Saturday, March 14, 2026

Kuleba: Germany and France helped Russia grab Ukrainian land in 2015

From the Washington Post:

"What’s really behind Zelensky’s caution

Ukraine has learned that frozen lines mean little without enforcement.

By

Dmytro Kuleba was Ukraine’s foreign minister from 2020 to 2024.

There is a temptation in every ceasefire negotiation to treat geography as the main variable. Diplomats sweat over where the front line freezes, which towns change hands and which lands are labeled “temporarily occupied.” Yet the central question in these talks is not simply whether Ukraine might give up a portion of Donbas, the ravaged region on the nation’s eastern border with Russia, under a negotiated formula. It is what comes next. What prevents Russia from turning a “ceasefire” into a means of finishing the job?

This is not merely a theoretical question. Ukraine learned some hard lessons in 2015 that have left it understandably cautious.

That year, the second Minsk agreement was signed to stop the war in eastern Ukraine. The ceasefire was set to begin on Feb. 15. As the diplomatic ink dried, officials spoke hopefully of de-escalation. But on the ground, the fighting did not stop. Russian forces and their proxies continued their assault on Debaltseve, a key rail and road junction. Only after the city fell and Ukrainian troops were forced to withdraw on Feb. 18 did the ceasefire truly take hold. In practice, the ceasefire served as diplomatic cover for Russia to seize what it wanted before the line froze.

Worse, despite the fact that Russian forces continued to violate the ceasefire, Germany and France insisted on talking about compliance. Rather than declaring the effort dead, they leaned hard on Ukraine, which was largely reacting to Russia’s provocations, to keep up its side of the deal. This was not due to naiveté. It was due to the gravitational pull of process when enforcement is weak. The side that violates the terms creates new facts on the ground; the side that complies is pressed to keep complying — to “save the deal” and to avoid being blamed for collapse.

Ukraine rightly fears a repeat of this dynamic. If Ukrainian forces withdraw from certain areas, what physically prevents Russia from moving into the newly vacated territory under whatever pretense they come up with? Even if the United States and Europe threaten consequences for such breaches, everyone understands the grim asymmetry: Sanctions can be reimposed, weapons deliveries can be accelerated, diplomatic isolation can deepen, and statements of condemnation can be issued. But no Western army is going to storm a town in eastern Ukraine to evict Russian troops after the fact.

A durable ceasefire now hangs on two questions.
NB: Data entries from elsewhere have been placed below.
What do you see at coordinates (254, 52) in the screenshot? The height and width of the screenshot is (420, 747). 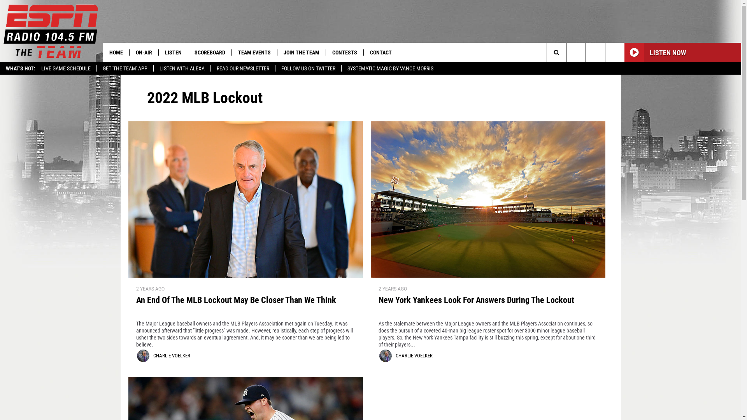 I see `TEAM EVENTS` at bounding box center [254, 52].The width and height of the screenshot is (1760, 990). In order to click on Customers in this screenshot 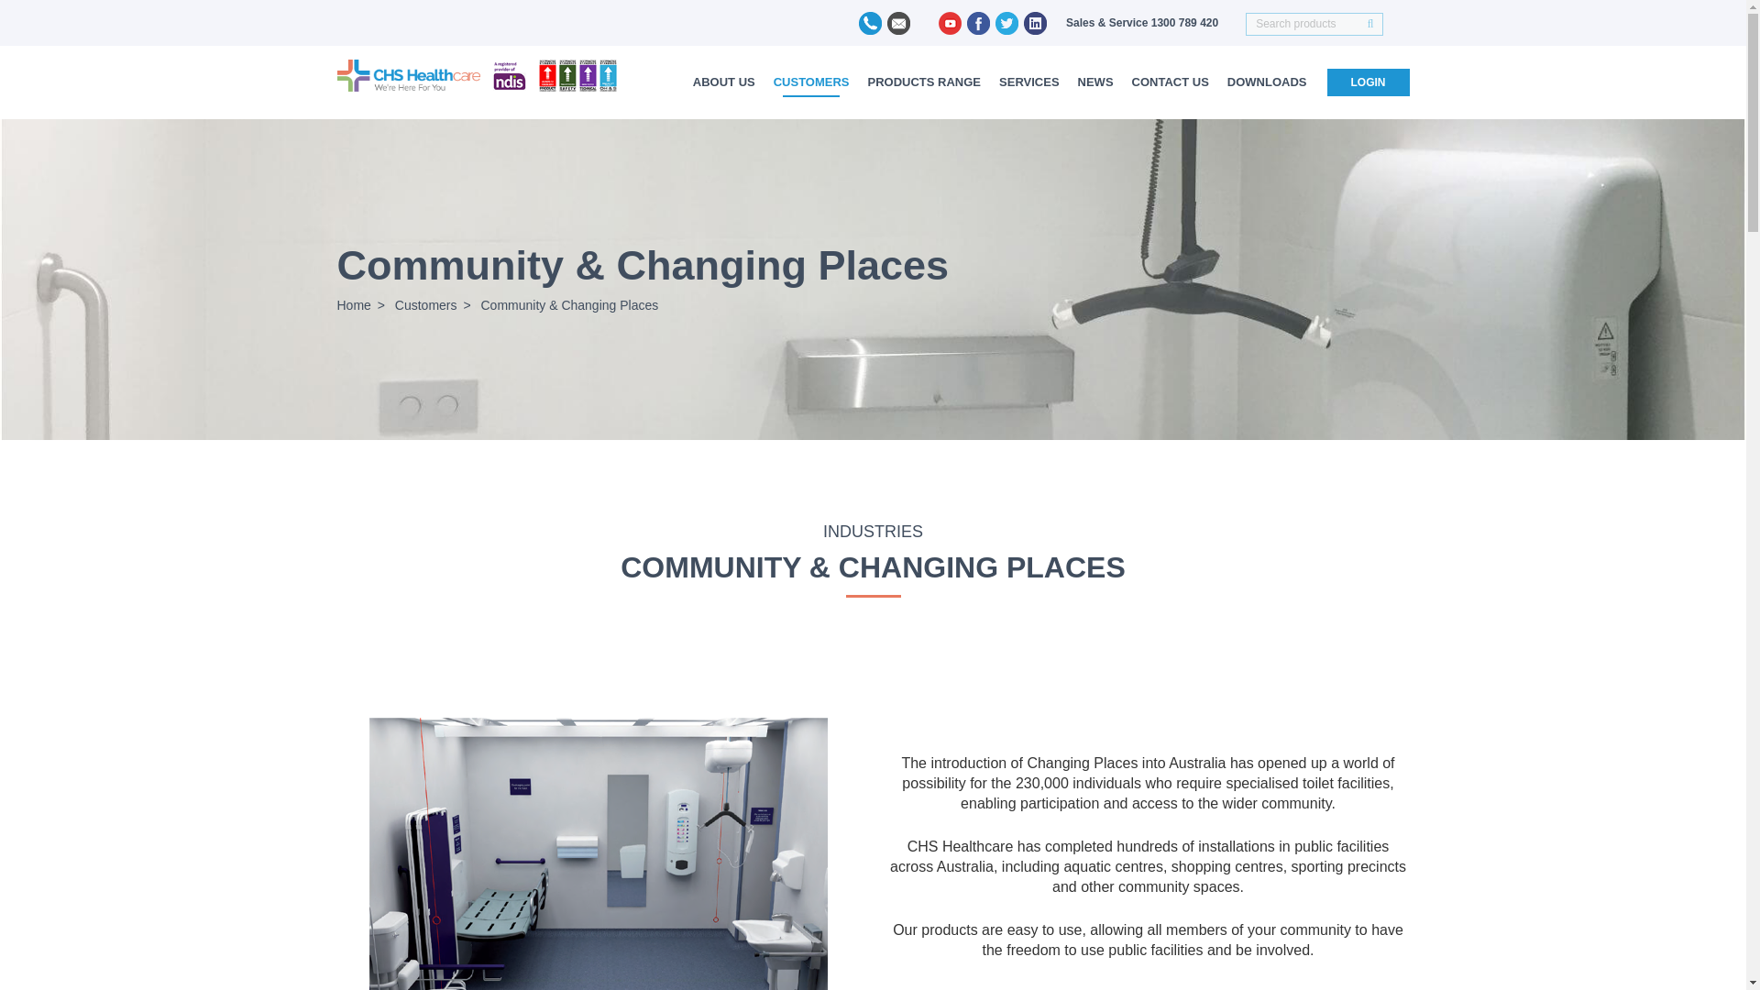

First, will Russia accept an agreement in which many of its demands are satisfied only nominally — on paper, partially or conditionally? It might, if cornered. President Vladimir Putin’s speech on Wednesday suggests his full goals remain unchanged. But Moscow has long treated incremental concessions at negotiations as partial wins to pocket. A ceasefire that reduces Russia’s immediate costs while preserving the option to escalate later is not a concession for Putin; it is his strategy.

Second, how will compliance be enforced in a way that actively blocks opportunistic advances rather than merely punishes them after the fact? If the answer is only “we will respond,” then Ukraine is being asked to trade territory for promises — and to trust that Russia will not test those promises. Ukraine has no trust left to give.
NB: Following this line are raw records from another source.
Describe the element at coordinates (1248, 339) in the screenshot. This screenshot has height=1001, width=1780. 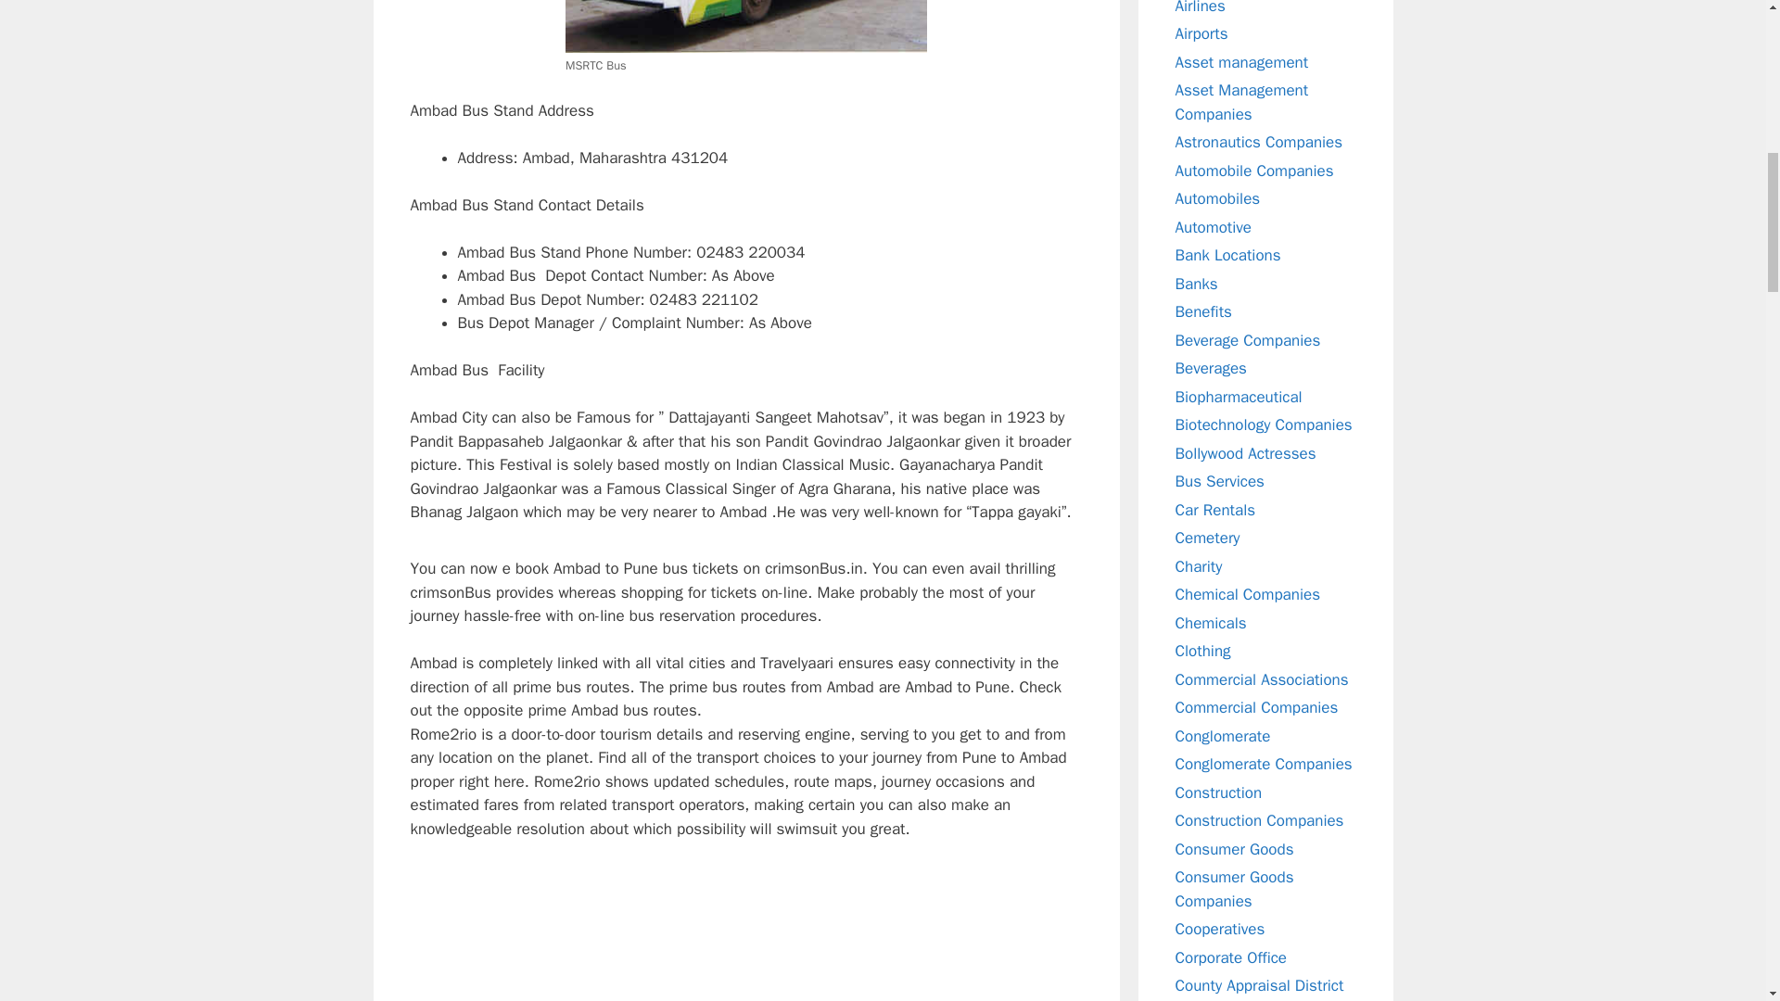
I see `Beverage Companies` at that location.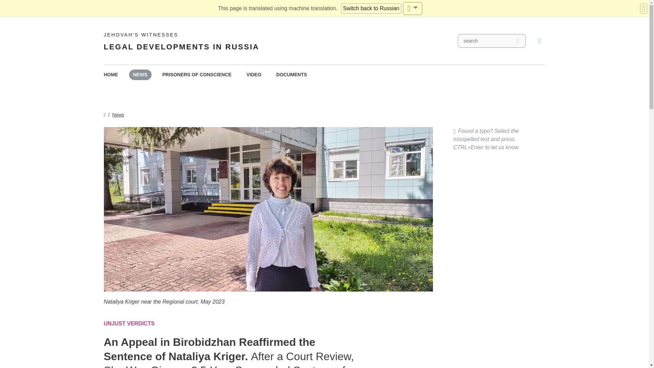 This screenshot has height=368, width=654. I want to click on PRISONERS OF CONSCIENCE, so click(197, 75).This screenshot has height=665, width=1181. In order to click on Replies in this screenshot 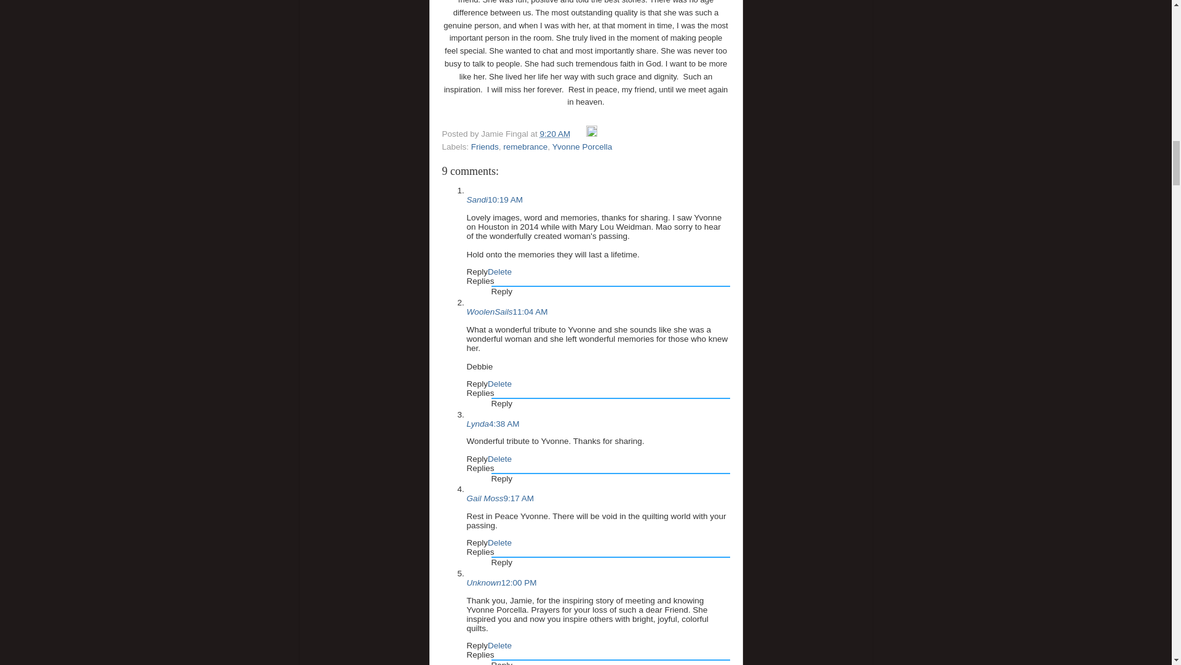, I will do `click(480, 468)`.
This is precisely what worries Zelensky and holds him back — and why his caution is not stubbornness but responsibility. A ceasefire that simply shifts the battlefield into a slower, dirtier gear — with ongoing Russian provocations, creeping annexation, acts of sabotage and attempts at political destabilization — is not a meaningful ceasefire at all...

In negotiations like these, you can traverse nearly the entire distance and still be forced to stop at the final step. Because it’s at the final step that risk concentrates and illusions collapse."